What are those two countries getting in return? They’re getting technical assistance, obviously, for their military, their missile programs, and I think for sure, their nuclear programs as well.

It’s really important for us to recognize that this Axis of Aggressors poses a threat to the free world, and we should act accordingly. We shouldn’t be diminishing our commitment in one area — Europe, for example — so that we can all run over to the Indo-Pacific. Because all that will do is create opportunities for the aggressor on the continent where we have very important interests, in terms of our common principles and values, but also just trade relationships. 
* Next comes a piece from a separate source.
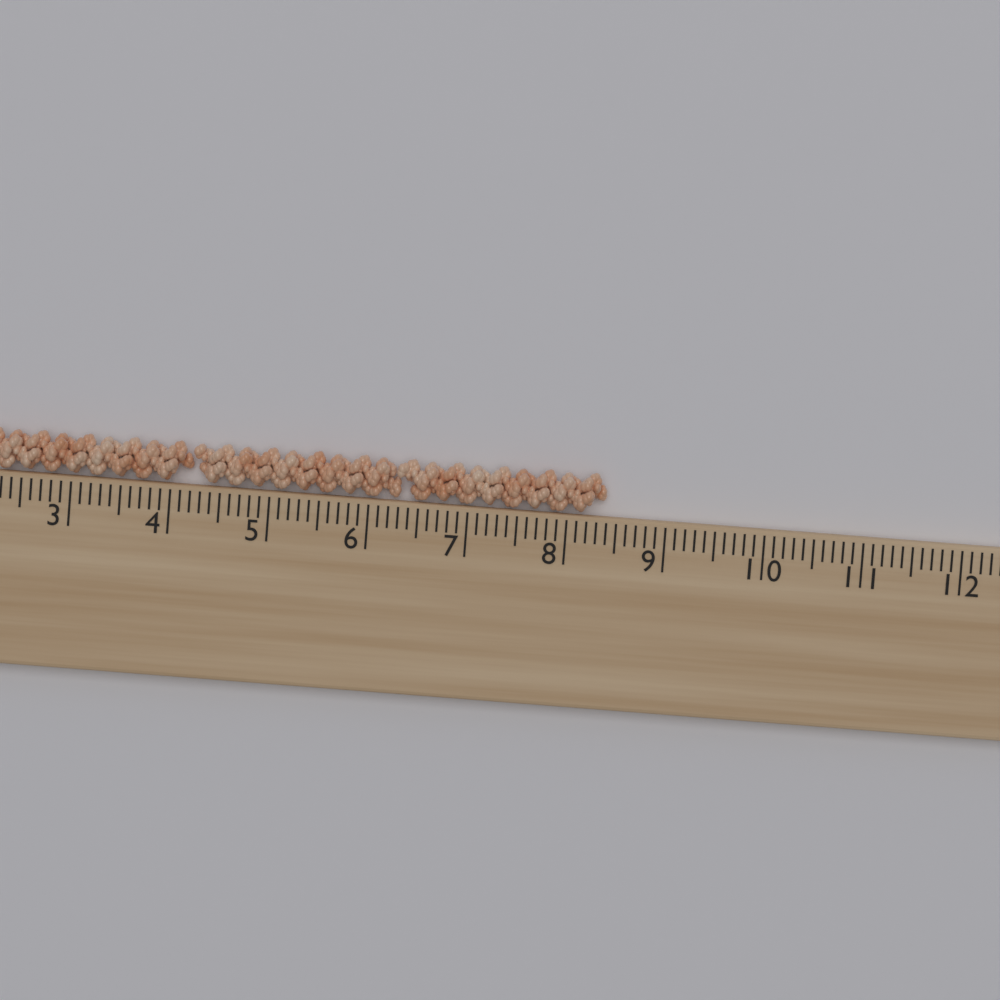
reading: 8.4 cm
The people who argue myopically for this disengagement from Europe to prioritize the competition with China, I think they’re misguided.

Interview conducted by Mila Tanghe of CEPA’s editorial staff.

Mila Tanghe attended Columbia University and is currently an Intern with the Editorial team at the Center for European Policy Analysis (CEPA).  

Europe’s Edge is CEPA’s online journal covering critical topics on the foreign policy docket across Europe and North America. All opinions expressed on Europe’s Edge are those of the author alone and may not represent those of the institutions they represent or the Center for European Policy Analysis. CEPA maintains a strict intellectual independence policy across all its projects and publications.